Our eyes are the perfect team; they work together to send a complete picture to our brains. However, each of our eyes has a spot that is completely blind. Don’t believe it? Try it out for yourself!
What you need
- A piece of white paper
- A pencil or pen
Make it
- Using your pen or pencil, draw two dots on the paper about 8 cm apart.
- Draw a circle on the right dot and a square on the left dot, and make them about 3 cm in height. Fill them in solidly.
Test it
Hold the paper at arm’s length. Close your left eye (use your other hand to help, if needed) and with your open right eye, focus on the square. Slowly begin to bring the paper towards your face. Once you reach the right distance, the circle will disappear! Now try this again – this time closing your right eye and focusing your left eye on the circle.
Explain it
At the back of your eyes, you have structures called photoreceptors. Trap the light that comes in through your pupil, to be sent to the brain as visual information. The optic nerve exits the back of the eye in order to relay this information to the brain. The point where the optic nerve connects to the eye is called the optic disk, and here, there are no photoreceptors. This means no light is received here, leading to a blind spot in our vision!
Observe It
It’s hard to see this in use, because our brain does such a great job at making sure we never are affected by our natural blind spot! Each eye has a field of vision (the span of everything it can see), and the fields of both eyes overlap. So, when you have both eyes open, the other eye can compensate and fill in the missing information caused by your blind spot.
Go further
During this experiment, it appeared that the circle or the square disappeared. However, that’s not really true; your open eye actually just filled in the gap with what was surrounding it - the white paper! Now, using the image below, repeat the experiment - your open eye will fill in the yellow square with pink as it tries to piece together what should be there.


__ACTIVITY__:
Look through the entries and report how many lines include the word "strand". Give the number alone.
Start of Block
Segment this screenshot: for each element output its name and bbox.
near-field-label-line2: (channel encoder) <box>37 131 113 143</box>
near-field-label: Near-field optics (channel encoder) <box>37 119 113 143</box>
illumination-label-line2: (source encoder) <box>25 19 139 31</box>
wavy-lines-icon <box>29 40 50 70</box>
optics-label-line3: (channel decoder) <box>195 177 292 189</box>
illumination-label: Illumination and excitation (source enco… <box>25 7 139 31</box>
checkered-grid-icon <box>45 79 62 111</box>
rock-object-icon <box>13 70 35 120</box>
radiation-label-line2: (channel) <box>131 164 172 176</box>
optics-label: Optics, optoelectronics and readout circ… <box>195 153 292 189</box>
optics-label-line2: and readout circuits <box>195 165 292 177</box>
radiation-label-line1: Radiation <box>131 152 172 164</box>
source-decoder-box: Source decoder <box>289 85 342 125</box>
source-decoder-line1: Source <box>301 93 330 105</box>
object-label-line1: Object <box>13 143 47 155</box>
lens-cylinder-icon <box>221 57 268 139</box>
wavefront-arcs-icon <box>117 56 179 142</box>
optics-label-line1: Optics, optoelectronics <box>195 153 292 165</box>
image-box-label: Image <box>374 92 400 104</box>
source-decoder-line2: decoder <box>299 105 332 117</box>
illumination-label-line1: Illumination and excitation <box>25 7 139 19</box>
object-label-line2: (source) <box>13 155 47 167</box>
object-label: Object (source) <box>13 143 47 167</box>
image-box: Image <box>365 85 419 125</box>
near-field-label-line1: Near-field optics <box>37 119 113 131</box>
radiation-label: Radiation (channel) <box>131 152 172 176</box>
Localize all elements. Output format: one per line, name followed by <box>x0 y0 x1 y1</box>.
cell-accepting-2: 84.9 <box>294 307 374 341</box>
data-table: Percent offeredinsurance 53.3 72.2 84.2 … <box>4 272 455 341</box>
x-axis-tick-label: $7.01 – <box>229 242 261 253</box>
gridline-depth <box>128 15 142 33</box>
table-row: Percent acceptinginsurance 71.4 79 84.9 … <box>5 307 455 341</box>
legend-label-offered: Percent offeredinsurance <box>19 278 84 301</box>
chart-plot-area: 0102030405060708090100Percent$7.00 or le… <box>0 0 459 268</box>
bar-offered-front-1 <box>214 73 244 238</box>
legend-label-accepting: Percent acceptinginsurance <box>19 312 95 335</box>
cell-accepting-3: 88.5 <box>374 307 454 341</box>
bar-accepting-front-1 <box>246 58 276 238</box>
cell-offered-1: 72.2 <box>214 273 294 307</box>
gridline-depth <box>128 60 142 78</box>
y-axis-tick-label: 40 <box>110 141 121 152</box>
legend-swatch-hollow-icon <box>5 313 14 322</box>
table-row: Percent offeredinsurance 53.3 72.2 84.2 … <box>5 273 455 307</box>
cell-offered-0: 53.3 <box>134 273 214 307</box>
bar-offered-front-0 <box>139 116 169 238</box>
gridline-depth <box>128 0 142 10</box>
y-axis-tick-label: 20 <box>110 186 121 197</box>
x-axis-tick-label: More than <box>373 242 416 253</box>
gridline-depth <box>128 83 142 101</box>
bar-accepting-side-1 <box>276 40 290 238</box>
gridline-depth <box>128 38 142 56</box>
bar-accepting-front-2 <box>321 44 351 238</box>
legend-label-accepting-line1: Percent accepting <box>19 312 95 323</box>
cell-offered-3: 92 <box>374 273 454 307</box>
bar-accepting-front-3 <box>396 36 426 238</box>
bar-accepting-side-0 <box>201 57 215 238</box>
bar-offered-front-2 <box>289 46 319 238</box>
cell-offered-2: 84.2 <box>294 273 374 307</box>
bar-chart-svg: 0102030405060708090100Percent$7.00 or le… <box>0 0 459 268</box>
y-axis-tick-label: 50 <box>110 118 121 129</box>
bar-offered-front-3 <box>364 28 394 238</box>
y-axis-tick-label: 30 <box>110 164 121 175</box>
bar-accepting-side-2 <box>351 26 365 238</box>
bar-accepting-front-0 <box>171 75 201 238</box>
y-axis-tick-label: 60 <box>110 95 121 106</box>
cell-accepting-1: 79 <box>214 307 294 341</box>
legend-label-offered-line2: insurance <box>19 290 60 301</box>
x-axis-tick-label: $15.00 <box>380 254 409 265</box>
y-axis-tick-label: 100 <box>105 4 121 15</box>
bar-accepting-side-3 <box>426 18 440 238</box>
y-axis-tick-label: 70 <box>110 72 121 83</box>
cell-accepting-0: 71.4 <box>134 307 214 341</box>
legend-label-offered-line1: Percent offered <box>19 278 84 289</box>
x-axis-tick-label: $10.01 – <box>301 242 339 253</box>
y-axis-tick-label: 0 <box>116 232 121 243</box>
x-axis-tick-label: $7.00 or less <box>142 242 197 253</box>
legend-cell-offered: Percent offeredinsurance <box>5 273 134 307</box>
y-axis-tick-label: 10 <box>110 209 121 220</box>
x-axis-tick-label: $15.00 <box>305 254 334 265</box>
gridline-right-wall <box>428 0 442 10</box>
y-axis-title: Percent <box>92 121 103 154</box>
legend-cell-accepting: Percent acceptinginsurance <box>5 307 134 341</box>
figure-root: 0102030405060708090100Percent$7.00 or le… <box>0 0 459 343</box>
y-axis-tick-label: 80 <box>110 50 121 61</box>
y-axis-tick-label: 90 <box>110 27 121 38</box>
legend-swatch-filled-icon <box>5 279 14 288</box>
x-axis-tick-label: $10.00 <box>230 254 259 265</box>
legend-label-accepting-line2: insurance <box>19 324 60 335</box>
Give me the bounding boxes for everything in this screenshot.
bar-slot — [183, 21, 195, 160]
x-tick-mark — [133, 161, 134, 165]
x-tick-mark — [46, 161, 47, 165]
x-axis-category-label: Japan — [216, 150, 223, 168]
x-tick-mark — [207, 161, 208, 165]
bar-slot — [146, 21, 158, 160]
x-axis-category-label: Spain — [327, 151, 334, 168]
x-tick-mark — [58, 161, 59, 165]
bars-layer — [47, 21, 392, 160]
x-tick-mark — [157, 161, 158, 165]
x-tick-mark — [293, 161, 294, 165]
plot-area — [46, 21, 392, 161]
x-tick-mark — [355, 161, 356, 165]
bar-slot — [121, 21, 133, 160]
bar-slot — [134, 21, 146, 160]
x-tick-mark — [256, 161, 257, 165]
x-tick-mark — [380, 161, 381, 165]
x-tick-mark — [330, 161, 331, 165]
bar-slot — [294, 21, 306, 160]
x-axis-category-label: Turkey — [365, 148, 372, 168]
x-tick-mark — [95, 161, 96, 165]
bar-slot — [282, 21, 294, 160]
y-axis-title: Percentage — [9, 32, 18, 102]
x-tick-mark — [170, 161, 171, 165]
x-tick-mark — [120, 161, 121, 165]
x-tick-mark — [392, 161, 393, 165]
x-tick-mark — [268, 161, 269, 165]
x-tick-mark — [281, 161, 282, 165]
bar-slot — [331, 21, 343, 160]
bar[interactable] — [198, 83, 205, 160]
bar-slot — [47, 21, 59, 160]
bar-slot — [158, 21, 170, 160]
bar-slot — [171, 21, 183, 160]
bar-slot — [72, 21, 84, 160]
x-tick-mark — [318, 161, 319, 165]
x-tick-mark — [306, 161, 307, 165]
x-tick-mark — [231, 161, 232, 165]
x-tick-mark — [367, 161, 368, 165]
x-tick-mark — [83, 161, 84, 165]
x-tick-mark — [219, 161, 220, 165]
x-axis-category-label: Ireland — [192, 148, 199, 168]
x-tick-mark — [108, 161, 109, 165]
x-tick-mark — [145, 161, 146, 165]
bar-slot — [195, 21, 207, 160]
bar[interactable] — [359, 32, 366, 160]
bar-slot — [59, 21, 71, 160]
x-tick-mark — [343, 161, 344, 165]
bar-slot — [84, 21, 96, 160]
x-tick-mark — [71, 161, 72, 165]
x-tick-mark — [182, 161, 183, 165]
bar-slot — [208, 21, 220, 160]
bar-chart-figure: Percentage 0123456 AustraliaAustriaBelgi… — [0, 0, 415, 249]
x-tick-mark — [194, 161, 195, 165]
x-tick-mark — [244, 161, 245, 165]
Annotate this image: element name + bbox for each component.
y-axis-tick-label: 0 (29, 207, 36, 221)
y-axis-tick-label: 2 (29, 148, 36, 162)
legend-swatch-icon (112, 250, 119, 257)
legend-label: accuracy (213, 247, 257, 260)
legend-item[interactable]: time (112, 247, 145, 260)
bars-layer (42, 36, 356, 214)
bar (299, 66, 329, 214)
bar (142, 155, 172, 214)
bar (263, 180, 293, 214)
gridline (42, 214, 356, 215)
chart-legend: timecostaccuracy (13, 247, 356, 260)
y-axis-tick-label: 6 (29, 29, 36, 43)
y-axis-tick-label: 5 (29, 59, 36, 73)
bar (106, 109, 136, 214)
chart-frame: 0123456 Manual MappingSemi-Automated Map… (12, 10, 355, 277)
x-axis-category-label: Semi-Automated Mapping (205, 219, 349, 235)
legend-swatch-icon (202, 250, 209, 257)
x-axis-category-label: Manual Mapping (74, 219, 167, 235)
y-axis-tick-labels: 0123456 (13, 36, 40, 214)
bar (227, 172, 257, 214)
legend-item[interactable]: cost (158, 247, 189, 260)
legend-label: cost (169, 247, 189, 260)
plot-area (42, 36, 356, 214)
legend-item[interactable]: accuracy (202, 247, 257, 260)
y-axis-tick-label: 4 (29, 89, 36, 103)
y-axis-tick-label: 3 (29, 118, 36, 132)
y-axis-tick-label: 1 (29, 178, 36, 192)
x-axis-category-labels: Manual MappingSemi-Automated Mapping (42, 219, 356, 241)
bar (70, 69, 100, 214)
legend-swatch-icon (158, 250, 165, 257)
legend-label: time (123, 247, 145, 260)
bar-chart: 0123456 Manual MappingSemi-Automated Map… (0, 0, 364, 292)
End of Block
Start of Block
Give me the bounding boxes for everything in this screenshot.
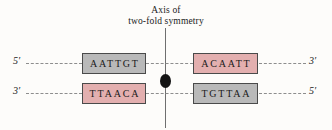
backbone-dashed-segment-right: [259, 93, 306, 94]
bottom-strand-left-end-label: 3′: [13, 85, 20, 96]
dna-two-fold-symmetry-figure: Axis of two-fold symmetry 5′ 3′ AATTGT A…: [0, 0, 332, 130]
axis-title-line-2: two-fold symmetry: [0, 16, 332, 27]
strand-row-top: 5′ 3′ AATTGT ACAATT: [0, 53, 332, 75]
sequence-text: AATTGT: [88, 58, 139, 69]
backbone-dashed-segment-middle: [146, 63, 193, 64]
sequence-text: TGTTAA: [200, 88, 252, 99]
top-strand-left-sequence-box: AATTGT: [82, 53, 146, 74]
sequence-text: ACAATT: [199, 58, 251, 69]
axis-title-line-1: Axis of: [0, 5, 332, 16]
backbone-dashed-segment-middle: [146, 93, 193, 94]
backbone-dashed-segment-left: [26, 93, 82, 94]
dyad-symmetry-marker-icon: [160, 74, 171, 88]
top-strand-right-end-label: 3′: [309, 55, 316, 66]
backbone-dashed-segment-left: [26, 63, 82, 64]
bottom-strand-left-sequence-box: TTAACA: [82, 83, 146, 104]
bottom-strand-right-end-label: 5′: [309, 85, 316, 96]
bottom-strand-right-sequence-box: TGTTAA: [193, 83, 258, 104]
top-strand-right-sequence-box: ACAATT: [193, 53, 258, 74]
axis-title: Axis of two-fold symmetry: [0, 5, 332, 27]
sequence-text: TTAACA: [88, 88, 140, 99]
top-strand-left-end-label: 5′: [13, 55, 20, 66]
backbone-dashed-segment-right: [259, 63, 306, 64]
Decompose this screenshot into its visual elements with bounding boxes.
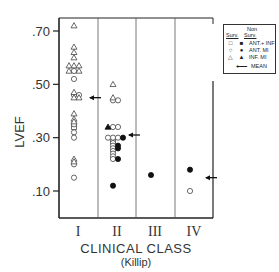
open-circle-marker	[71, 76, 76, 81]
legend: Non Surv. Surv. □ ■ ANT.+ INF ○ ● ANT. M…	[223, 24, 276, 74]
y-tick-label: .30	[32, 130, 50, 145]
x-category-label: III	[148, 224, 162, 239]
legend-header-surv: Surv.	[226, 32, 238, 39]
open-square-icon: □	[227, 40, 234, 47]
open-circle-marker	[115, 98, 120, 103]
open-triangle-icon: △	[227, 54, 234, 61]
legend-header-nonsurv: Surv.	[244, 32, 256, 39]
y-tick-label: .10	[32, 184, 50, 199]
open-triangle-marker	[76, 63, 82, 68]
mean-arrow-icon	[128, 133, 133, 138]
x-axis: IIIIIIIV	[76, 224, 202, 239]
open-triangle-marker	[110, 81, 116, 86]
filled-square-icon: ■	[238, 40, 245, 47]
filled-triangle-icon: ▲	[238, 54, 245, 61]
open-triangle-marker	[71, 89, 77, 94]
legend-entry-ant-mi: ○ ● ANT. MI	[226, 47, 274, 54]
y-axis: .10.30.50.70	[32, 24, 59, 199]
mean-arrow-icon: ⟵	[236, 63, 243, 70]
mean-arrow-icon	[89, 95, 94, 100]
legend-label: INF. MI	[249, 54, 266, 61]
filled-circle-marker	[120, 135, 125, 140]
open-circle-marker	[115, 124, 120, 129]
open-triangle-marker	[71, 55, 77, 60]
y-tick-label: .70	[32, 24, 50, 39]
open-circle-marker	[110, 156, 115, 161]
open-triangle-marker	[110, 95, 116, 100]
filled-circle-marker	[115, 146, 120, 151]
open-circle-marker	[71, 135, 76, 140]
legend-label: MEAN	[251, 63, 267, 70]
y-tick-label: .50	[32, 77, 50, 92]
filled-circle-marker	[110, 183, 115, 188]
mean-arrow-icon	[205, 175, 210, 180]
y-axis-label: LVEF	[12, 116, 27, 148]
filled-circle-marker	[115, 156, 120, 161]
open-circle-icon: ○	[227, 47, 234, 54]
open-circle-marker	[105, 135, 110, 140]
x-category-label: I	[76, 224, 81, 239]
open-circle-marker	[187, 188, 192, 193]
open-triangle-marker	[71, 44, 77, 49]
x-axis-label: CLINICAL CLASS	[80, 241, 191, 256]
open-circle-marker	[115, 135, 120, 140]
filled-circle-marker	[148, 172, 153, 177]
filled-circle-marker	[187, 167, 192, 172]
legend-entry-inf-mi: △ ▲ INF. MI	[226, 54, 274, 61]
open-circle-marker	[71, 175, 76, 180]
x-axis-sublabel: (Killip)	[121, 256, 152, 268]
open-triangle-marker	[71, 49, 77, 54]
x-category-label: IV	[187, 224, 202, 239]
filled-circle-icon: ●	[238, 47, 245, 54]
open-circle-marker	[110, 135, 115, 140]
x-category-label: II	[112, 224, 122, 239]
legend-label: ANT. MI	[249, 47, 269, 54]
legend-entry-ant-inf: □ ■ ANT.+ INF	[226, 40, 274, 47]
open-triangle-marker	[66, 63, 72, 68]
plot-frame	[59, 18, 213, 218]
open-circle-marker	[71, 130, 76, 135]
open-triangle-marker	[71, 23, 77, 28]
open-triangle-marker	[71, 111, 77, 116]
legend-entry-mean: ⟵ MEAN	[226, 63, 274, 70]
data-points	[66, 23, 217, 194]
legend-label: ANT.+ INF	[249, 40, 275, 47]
End of Block
__ANSWER__:
9